Intoxicated by the opportunity to play one of the world's most prestigious golf courses at California's Pebble Beach, stroll the beaches of Hawaii or mix with the uber-wealthy at luxury hotels in the Middle East millionaires' playground in Dubai: This was all on offer for a bunch of small-time accountants being courted to put their clients - superannuants - into an investment in start-up music streaming company Guvera.
More than $185 million has been raised since 2010, thanks to a network of accountants who were lavished with these opportunities to attend seminars hosted by AMMA, the private equity promoter and major shareholder in Guvera. It appears these accountants, who were advising self-managed super funds on investments, were also receiving incentives to put their clients' money into Guvera. AMMA, jointly owned by its founder and chairman Darren Herft, has profited handsomely from raising equity and debt for Guvera, which pays a 10 per cent commission for cash raised from investors and 5 per cent for any debt raised. 
(Herft also ran AMMA Private Investment, which Bendigo and Adelaide Bank was threatening to wind up in the wash-up of the infamous failed Great Southern forestry investment scheme.) However, the extent to which these generous commissions to AMMA were used by it to incentivise accountants to push investments in Guvera is not clear.

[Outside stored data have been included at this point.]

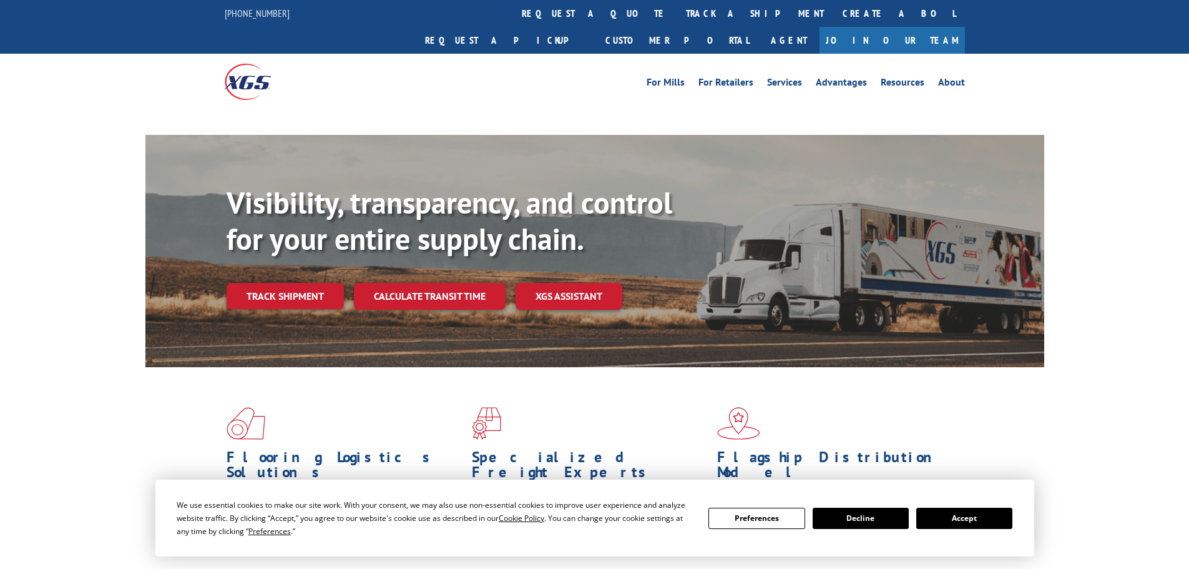 Image resolution: width=1189 pixels, height=569 pixels. What do you see at coordinates (285, 296) in the screenshot?
I see `a: Track shipment` at bounding box center [285, 296].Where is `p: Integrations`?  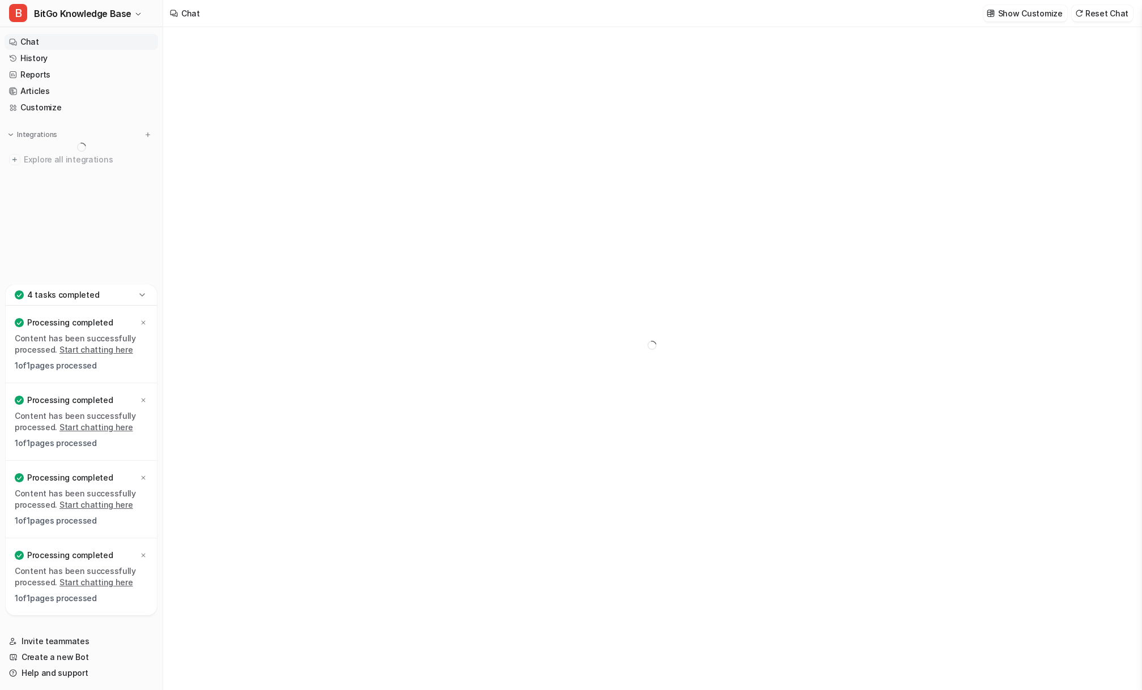 p: Integrations is located at coordinates (37, 135).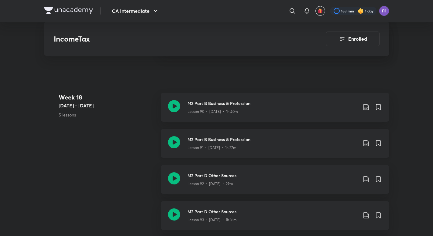 The image size is (433, 236). Describe the element at coordinates (107, 97) in the screenshot. I see `h4: Week 18` at that location.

Herft told Fairfax Media this week that "from a Corporations Act point of view everything we are entitled to do we may have done, if we have done so, if we have made a payment, we may have made payments in line with the Corporations Act". He has reportedly disclosed that some advisers and accountants, who directed clients towards an investment in Guvera, received share options.

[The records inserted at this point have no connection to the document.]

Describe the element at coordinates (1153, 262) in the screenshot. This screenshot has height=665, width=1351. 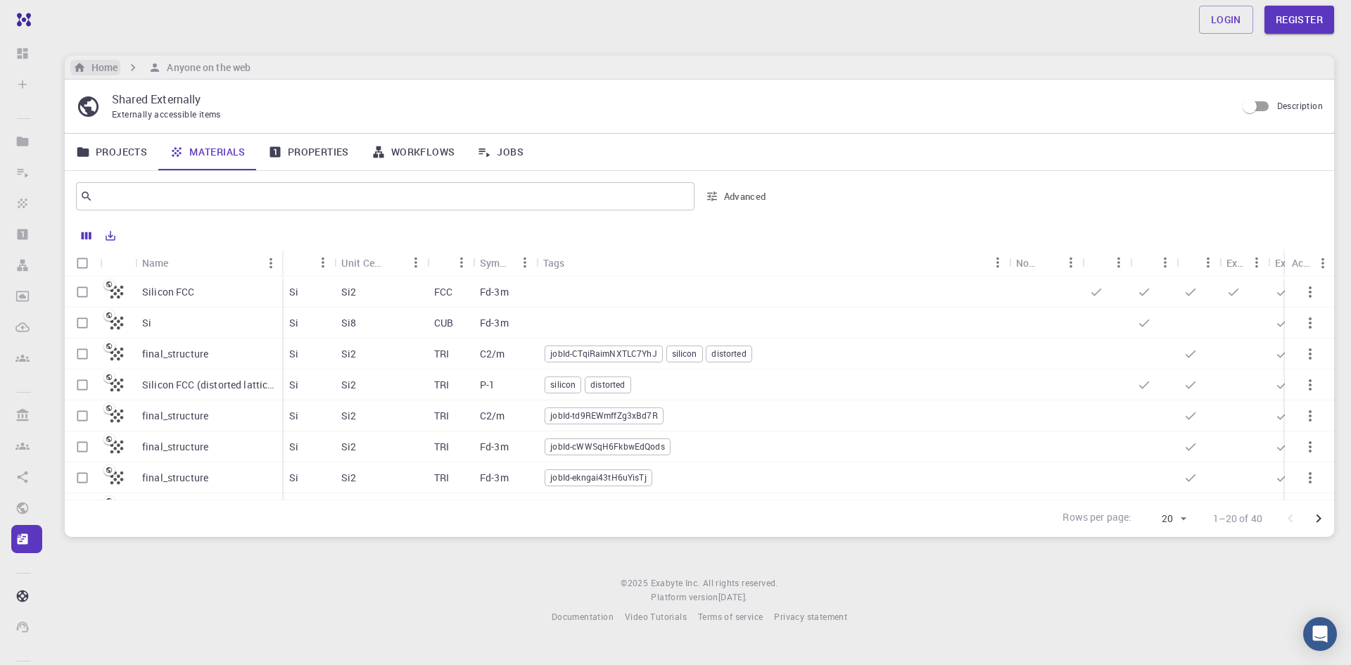
I see `div: Shared` at that location.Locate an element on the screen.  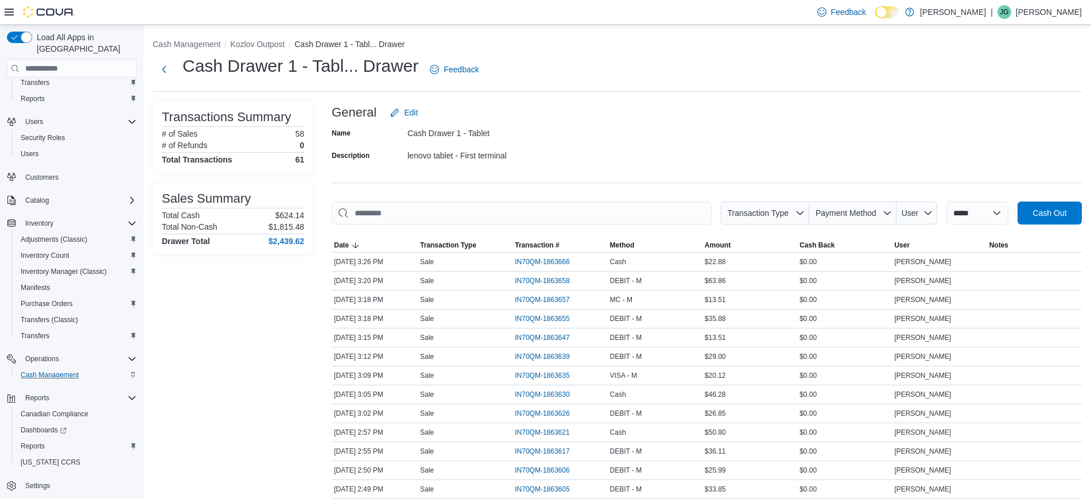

However one thing is abundantly clear. Guvera, which is now looking to raise between $40 million and $100 million via a public listing on the ASX, is in a parlous situation. Despite the millions that have been pumped into this start-up over the past five years, it is hemorrhaging funds at an alarming rate. It reported a loss of $81.1 million last financial year on revenue of $1.2 million. In the first half of the current financial year Guvera has already lost $55.7 million, which, if annualised, suggests a full-year loss well in excess of $100 million.
The company's prospectus makes no projection about future profits. By way of contrast, the total in commissions paid to the promoter AMMA is more than $22 million.

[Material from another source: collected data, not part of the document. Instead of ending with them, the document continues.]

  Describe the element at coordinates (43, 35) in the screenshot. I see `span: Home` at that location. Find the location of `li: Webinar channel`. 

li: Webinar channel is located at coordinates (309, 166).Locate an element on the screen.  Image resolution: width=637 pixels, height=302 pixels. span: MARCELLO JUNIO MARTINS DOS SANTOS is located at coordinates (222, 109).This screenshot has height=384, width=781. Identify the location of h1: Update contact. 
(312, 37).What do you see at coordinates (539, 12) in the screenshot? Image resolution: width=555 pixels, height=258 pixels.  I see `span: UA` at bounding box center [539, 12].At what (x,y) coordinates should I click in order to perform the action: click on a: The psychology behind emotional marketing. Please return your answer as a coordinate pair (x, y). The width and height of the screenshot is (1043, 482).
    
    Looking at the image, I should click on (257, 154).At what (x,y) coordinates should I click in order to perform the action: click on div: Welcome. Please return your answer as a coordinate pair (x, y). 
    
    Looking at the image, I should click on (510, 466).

If the Guvera public float gets off the ground - an outcome that must have a large question mark attached to it - the firm gets a commission rate on funds raised of 5.7 per cent (which will rake in $5.7 million if the full $100 million upper limit of the capital raising is reached) plus an additional $450,000 to $600,000 for promotion and marketing.
Guvera's prospectus states that even if only the minimum $40 million is raised, $6.6 million will be used to pay transaction costs, $17.2 million will go to creditor repayments and $4.5 million will repay debt. These amounts tower over those that will be invested to develop the music streaming business.
Meanwhile, the Guvera prospectus reveals that a related company - which is controlled by the parents of one of Guvera's non-executive directors, Steven Porch - has lent the music streaming business more than $7.5 million - debt which is now in default and attracting interest of 20 per cent.
The position is no rosier when it comes to paying other creditors.
The prospectus reveals the company last year made a contract with a multinational bank (JP Morgan) to raise $100 million of private equity funds, but the funds did not eventuate. Despite AMMA raising $40 million for Guvera that year, it still experienced a cash shortfall, which forced it to enter into a $19.5 million repayment program with suppliers and key creditors, including the Australian Taxation Office.
The risk is now firmly with the accountants and their clients if the ASX listing does not go ahead. The loophole in legislation that allows accountants to make recommendations to clients on, among other things, the operations of self-managed super funds expires in   July - which would seem to be jeopardising AMMA's ability to continue to tap this source of funding.
Advisory group Rivkin sums it up neatly: "While it's hard not to be sarcastic when it comes to Guvera, there's a very serious side of this with regard to how investors in Australia part with their hard-earned cash."